We pull over to the side of the road. Our driver leaps out and goes over to the other taxi yelling curses with fumes coming out of his middle-aged nostrils. I look back at Nicole and we share an unspoken sigh of relief. Good thing Indonesian culture is mostly non-violent. No fight ensues, our driver returns, and off we go again at top speed. Time for us to change taxis.

So we made it to Sorong, Indonesia. It wasn't easy traveling south from Helen Reef in Palau. It only took us a few days but we had one night of junk full of large confused waves, 30 plus knots of wind, and massive squalls dumping buckets of rain all night long. We intelligently chose to hove-to and I ended up sleeping on the cabin floor in the bouncy conditions for a few hours until the sunrise brought a welcome change of weather and we set sail due south for the equator.

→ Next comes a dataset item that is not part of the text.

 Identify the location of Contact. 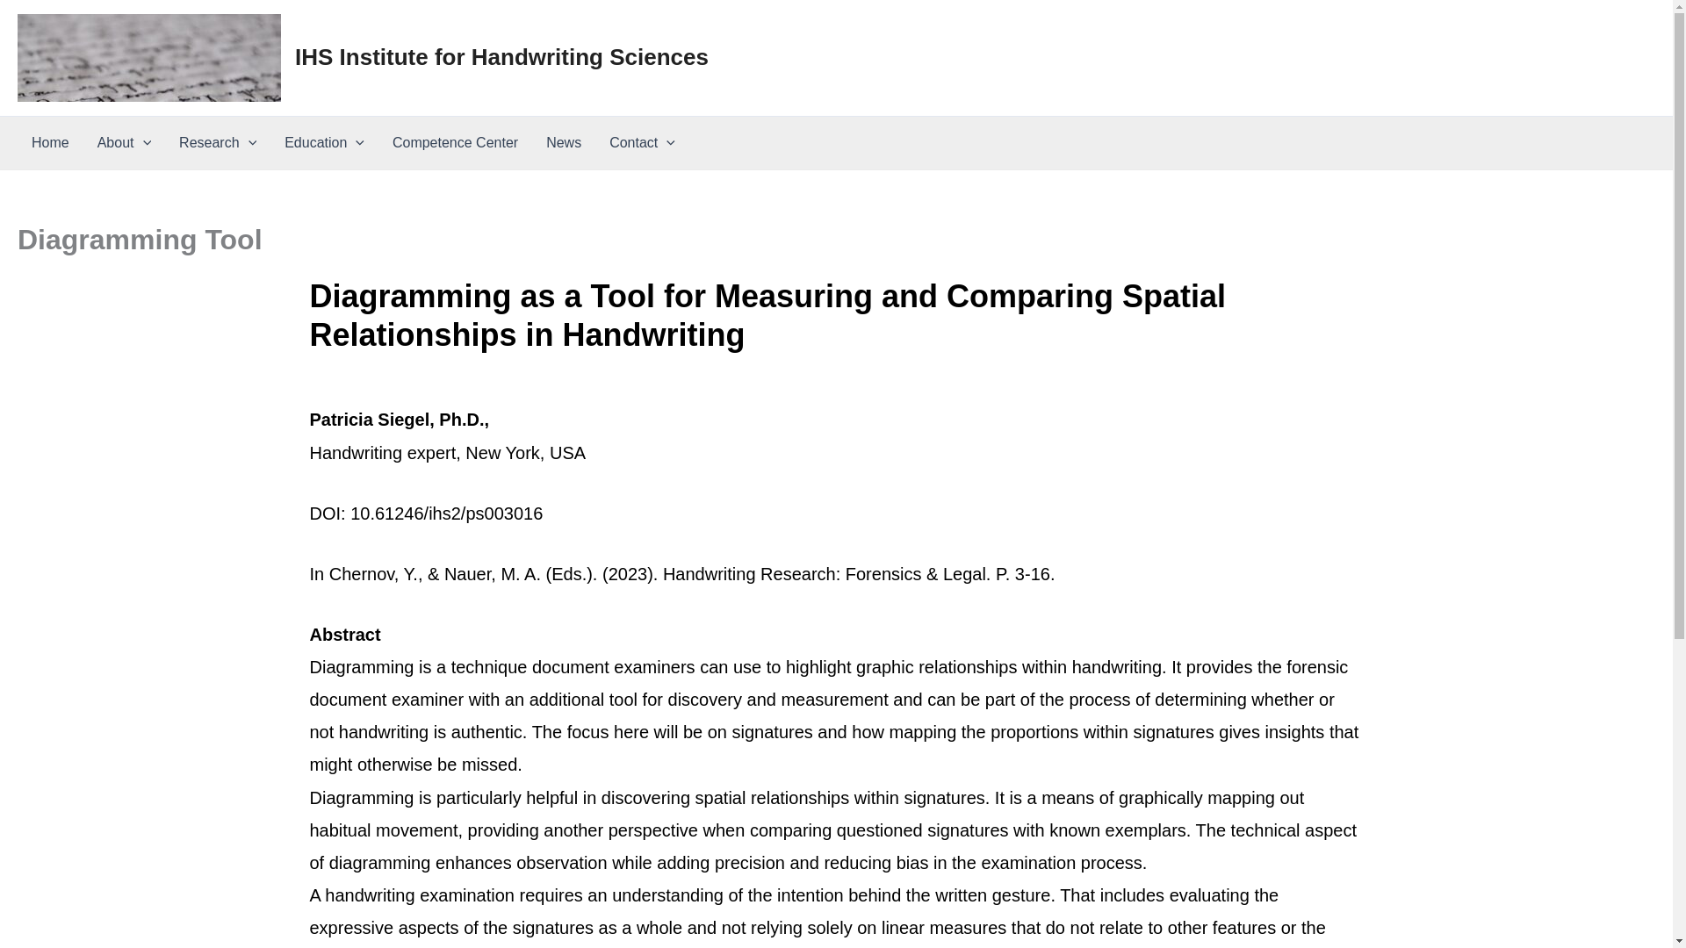
(642, 142).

Motoring in zero wind on our last day we crossed the 25-mile stretch of water that separates the island of Pulau Waigeo from the Papuan mainland where Sorong lies. We came across a huge school of dolphins and a few fin whales surfaced nearby before the water slowly started getting more trash-filled and turning brown.

We dropped our hook and backed towards the concrete wall in front of a building in the northern section of the harbor. Our German friends, Harry and Heidi, on the yacht, Alk, were waiting for us. We side-tied next to them and they caught us up on their welcome to Sorong adventures.

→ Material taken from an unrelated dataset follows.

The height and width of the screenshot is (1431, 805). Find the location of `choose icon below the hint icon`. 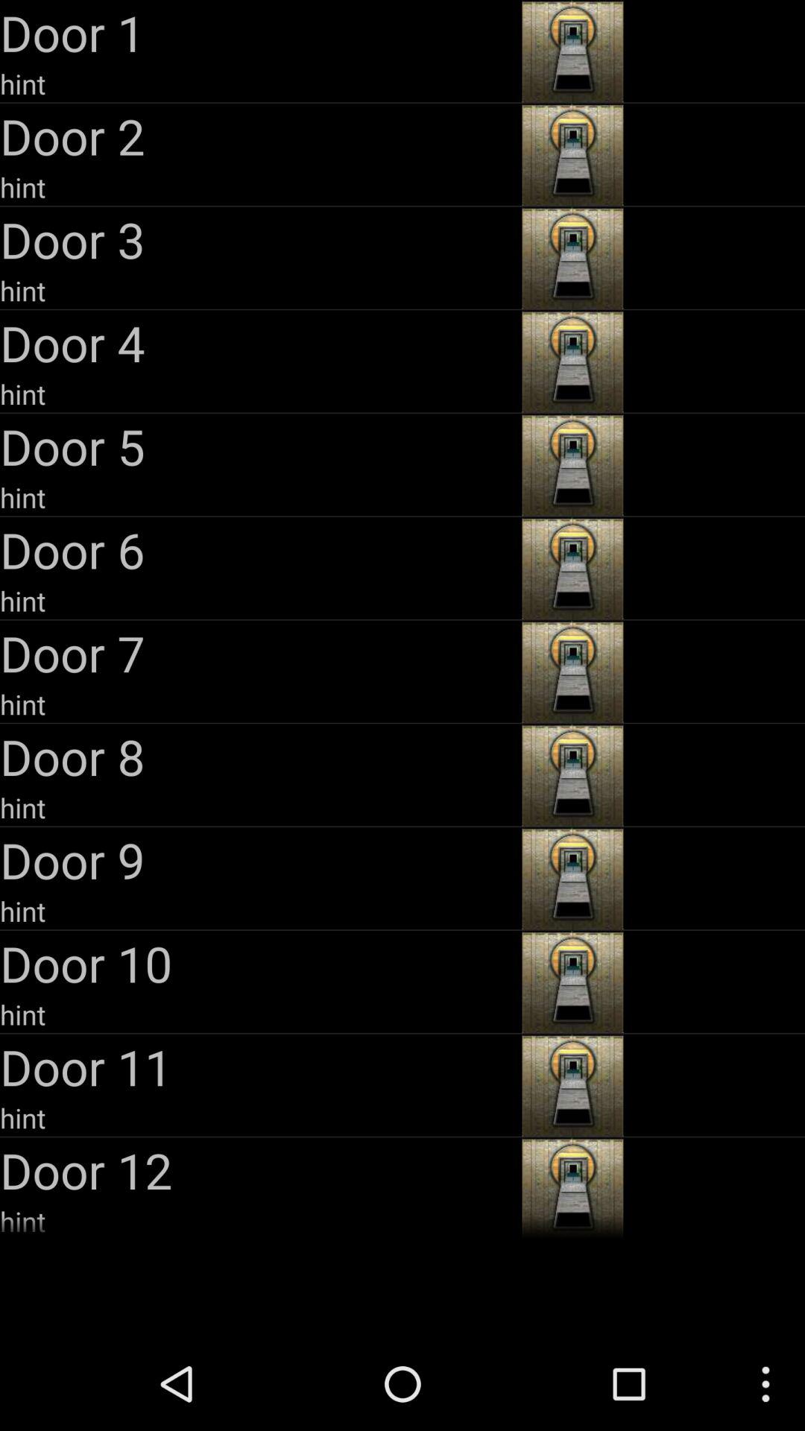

A couple of day's prior, Harry had his go at checking in with all the officials: the harbormaster, customs, quarantine/health, and immigration. They gave him the full run-around and it ended taking him over 12 hours and having 8 guys from customs and immigration searching every cubbie on their boat for an hour at 7:00 at night. He had to pay a guy to be his "agent" and ended up forking out around $70-80 to get all properly sorted.

My day took roughly 6 hours, with a few of them spent in taxis and on the back of motorbikes searching for the various obscure offices I needed to find. I spent many hours just talking story in my broken Bahasa Indonesia and their broken English, chuckling, and smiling as I sat in their offices and filled out forms. Only one customs officer wanted to actually walk on our boat and it was clear he wasn't really into it. Total cost for all of it, $15. After that we were officially cleared in and I could take off my sweat-soaked collared shirt, pants, and close-toed shoes I wore to make a good impression. I had even taken out my earrings and shaved my WHOLE face. Nicole was pretty happy about that (but don't get used to it, girl).

We are alone now; our German friends have headed south. DK bobs in the brown, stinky trashy water with a constant parade of on-lookers on the bulkhead 30 feet away from us. The men stare for hours and the kids yell, "Hello Mister", every few minutes. We are truly a spectacle here in Sorong, as this is neither a tourist town, nor a "yachty" place at all. Our boat sticks out like a sore thumb surrounded by Chinese style junks and humungous Philippino outrigger fishing boats. On one side of us the oil tankers dock and on the other side the enormous "love boat"-style ferries tie up that shuttle the masses to Papua New Guinea every few days. In another day we will be off to Raja Ampat, our time in Sorong being the price we pay to get to experience the beauty of our next destination.